Over the time, a different perspective has evolved. Rather than seek to put protec-tive barriers between themselves and their consumers, competitors and suppliers, firms started to seek to cultivate social knowledge and involve diverse actors in the value creation process (Sawhney, Verona, Prandelli, 2005). A notable example is Microsoft, which in the 1990s began releasing beta versions of its software for its customers to test, debug and improve. Another example of co-creation in the computer industry is the open-source software movement. This is where users have full access to the source code and can make their own changes to a program to meet their personal needs.

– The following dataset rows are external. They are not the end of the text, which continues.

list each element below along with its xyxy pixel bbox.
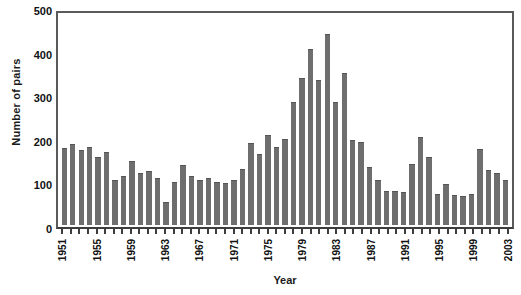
bar-slot — [306, 15, 314, 225]
bar — [138, 173, 143, 225]
xlabel-slot: 1951 — [58, 234, 67, 272]
xlabel-slot — [486, 234, 495, 272]
bar — [79, 150, 84, 225]
xlabel-slot: 1955 — [92, 234, 101, 272]
bar-slot — [315, 15, 323, 225]
bar-slot — [264, 15, 272, 225]
bar-slot — [247, 15, 255, 225]
bar — [70, 144, 75, 225]
bar-slot — [484, 15, 492, 225]
bar-slot — [221, 15, 229, 225]
bar-slot — [153, 15, 161, 225]
xlabel-slot — [306, 234, 315, 272]
xlabel-slot: 1963 — [161, 234, 170, 272]
xlabel-slot: 1983 — [332, 234, 341, 272]
bar-slot — [68, 15, 76, 225]
bar-slot — [204, 15, 212, 225]
bar — [494, 173, 499, 226]
bar-slot — [399, 15, 407, 225]
xlabel-slot: 1959 — [127, 234, 136, 272]
x-axis-title: Year — [56, 274, 514, 286]
bar — [435, 194, 440, 226]
xlabel-slot — [135, 234, 144, 272]
bar — [350, 140, 355, 225]
bar-slot — [467, 15, 475, 225]
bar-slot — [272, 15, 280, 225]
bar — [172, 182, 177, 225]
bar-slot — [340, 15, 348, 225]
y-axis-tick-label: 200 — [8, 136, 52, 148]
bar-slot — [60, 15, 68, 225]
y-axis-tick-labels: 0100200300400500 — [8, 0, 52, 295]
bar-slot — [433, 15, 441, 225]
bar-slot — [230, 15, 238, 225]
bar — [155, 178, 160, 225]
bar — [367, 167, 372, 225]
bar-slot — [476, 15, 484, 225]
bar-chart-figure: Number of pairs 0100200300400500 1951195… — [0, 0, 521, 295]
bar-slot — [255, 15, 263, 225]
xlabel-slot — [443, 234, 452, 272]
xlabel-slot — [272, 234, 281, 272]
bar — [231, 180, 236, 225]
bar-slot — [323, 15, 331, 225]
bar-slot — [196, 15, 204, 225]
y-axis-tick-label: 500 — [8, 5, 52, 17]
xlabel-slot — [75, 234, 84, 272]
xlabel-slot — [101, 234, 110, 272]
bar — [112, 180, 117, 225]
bar-slot — [382, 15, 390, 225]
y-axis-tick-label: 300 — [8, 92, 52, 104]
bar — [62, 148, 67, 225]
bar-slot — [128, 15, 136, 225]
bar — [409, 164, 414, 225]
bar — [308, 49, 313, 225]
bar — [274, 147, 279, 225]
bar-slot — [493, 15, 501, 225]
xlabel-slot — [315, 234, 324, 272]
bar-slot — [348, 15, 356, 225]
bar — [316, 80, 321, 225]
bar — [443, 184, 448, 225]
bar — [104, 152, 109, 226]
bar-slot — [374, 15, 382, 225]
bar — [189, 176, 194, 225]
bar — [146, 171, 151, 225]
bar — [460, 196, 465, 225]
xlabel-slot — [246, 234, 255, 272]
bar — [426, 157, 431, 225]
bar — [384, 191, 389, 225]
bar-slot — [102, 15, 110, 225]
bar-slot — [162, 15, 170, 225]
bar — [257, 154, 262, 225]
bar-slot — [298, 15, 306, 225]
bar — [95, 157, 100, 225]
xlabel-slot — [383, 234, 392, 272]
bar-slot — [442, 15, 450, 225]
bar — [469, 194, 474, 225]
xlabel-slot: 2003 — [503, 234, 512, 272]
xlabel-slot — [452, 234, 461, 272]
xlabel-slot — [169, 234, 178, 272]
bar-slot — [425, 15, 433, 225]
bar — [87, 147, 92, 225]
bar — [342, 73, 347, 225]
bar — [163, 202, 168, 225]
bar-slot — [187, 15, 195, 225]
xlabel-slot — [144, 234, 153, 272]
xlabel-slot: 1995 — [435, 234, 444, 272]
bar-slot — [365, 15, 373, 225]
bar — [248, 143, 253, 225]
bar — [121, 176, 126, 225]
bar-slot — [136, 15, 144, 225]
xlabel-slot — [281, 234, 290, 272]
bar-slot — [391, 15, 399, 225]
y-axis-tick-label: 0 — [8, 223, 52, 235]
xlabel-slot: 1967 — [195, 234, 204, 272]
x-axis-tick-labels: 1951195519591963196719711975197919831987… — [58, 234, 512, 272]
xlabel-slot: 1979 — [298, 234, 307, 272]
bar-slot — [238, 15, 246, 225]
bar-slot — [357, 15, 365, 225]
bar-slot — [77, 15, 85, 225]
bar-slot — [94, 15, 102, 225]
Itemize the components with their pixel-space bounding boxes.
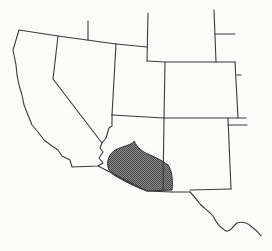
colorado-east-line (235, 62, 238, 118)
wyoming-east-line (214, 10, 216, 62)
rio-grande-border (190, 192, 261, 236)
nevada-arizona-line (102, 115, 112, 143)
idaho-utah-line (116, 44, 147, 47)
newmexico-south-line (172, 189, 231, 192)
utah-colorado-line (164, 62, 165, 118)
range-map (0, 0, 272, 251)
utah-arizona-line (112, 115, 164, 118)
california-border (13, 30, 103, 167)
newmexico-east-line (228, 118, 231, 189)
oregon-nevada-line (58, 36, 116, 44)
nevada-utah-line (112, 44, 116, 115)
idaho-wyoming-line (147, 13, 148, 61)
wyoming-south-line (147, 61, 235, 62)
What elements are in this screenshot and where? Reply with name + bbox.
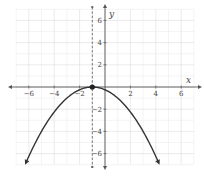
- x-tick-label: −4: [49, 90, 60, 98]
- tick-labels: −6−4−2246642−2−4−6: [24, 17, 184, 158]
- y-tick-label: −4: [92, 128, 103, 136]
- y-tick-label: −2: [92, 106, 102, 114]
- x-tick-label: 2: [128, 90, 132, 98]
- vertex-point: [90, 84, 95, 89]
- parabola-chart: −6−4−2246642−2−4−6 x y: [0, 0, 204, 176]
- y-axis-label: y: [108, 9, 115, 19]
- y-tick-label: 6: [98, 17, 103, 25]
- y-tick-label: 2: [98, 61, 102, 69]
- y-tick-label: 4: [98, 39, 103, 47]
- dashed-line-end-icon: [91, 6, 93, 8]
- x-axis-label: x: [186, 75, 191, 85]
- x-tick-label: 4: [154, 90, 159, 98]
- dashed-line-end-icon: [91, 166, 93, 168]
- x-tick-label: 6: [179, 90, 184, 98]
- y-axis-arrow-icon: [103, 4, 107, 8]
- axes: [8, 4, 202, 170]
- x-tick-label: −6: [24, 90, 35, 98]
- y-tick-label: −6: [92, 150, 103, 158]
- x-axis-arrow-icon: [198, 85, 202, 89]
- y-axis-arrow-icon: [103, 166, 107, 170]
- x-axis-arrow-icon: [8, 85, 12, 89]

This shift in the paradigm of value creation has been given a variety of names, such as ‘co-creation experience’, ‘open innovation’, ‘wikinomics’. However, most fre-quently it is referred to as ‘service dominant (S-D) logic’ (Vargo, Lush, 2004). S-D logic is linked to the value-in-use meaning of value. Service is defined as the application of competencies (knowledge and skills) by one entity for the benefit of another (Vargo, Lusch, 2004). Service system is defined as a configuration of resources connected to other systems by value propositions. In S-D systems the roles of producers and consum-ers are not distinct. The value is co-created in interactions between the firm and the consumers. The competencies of both are integrated.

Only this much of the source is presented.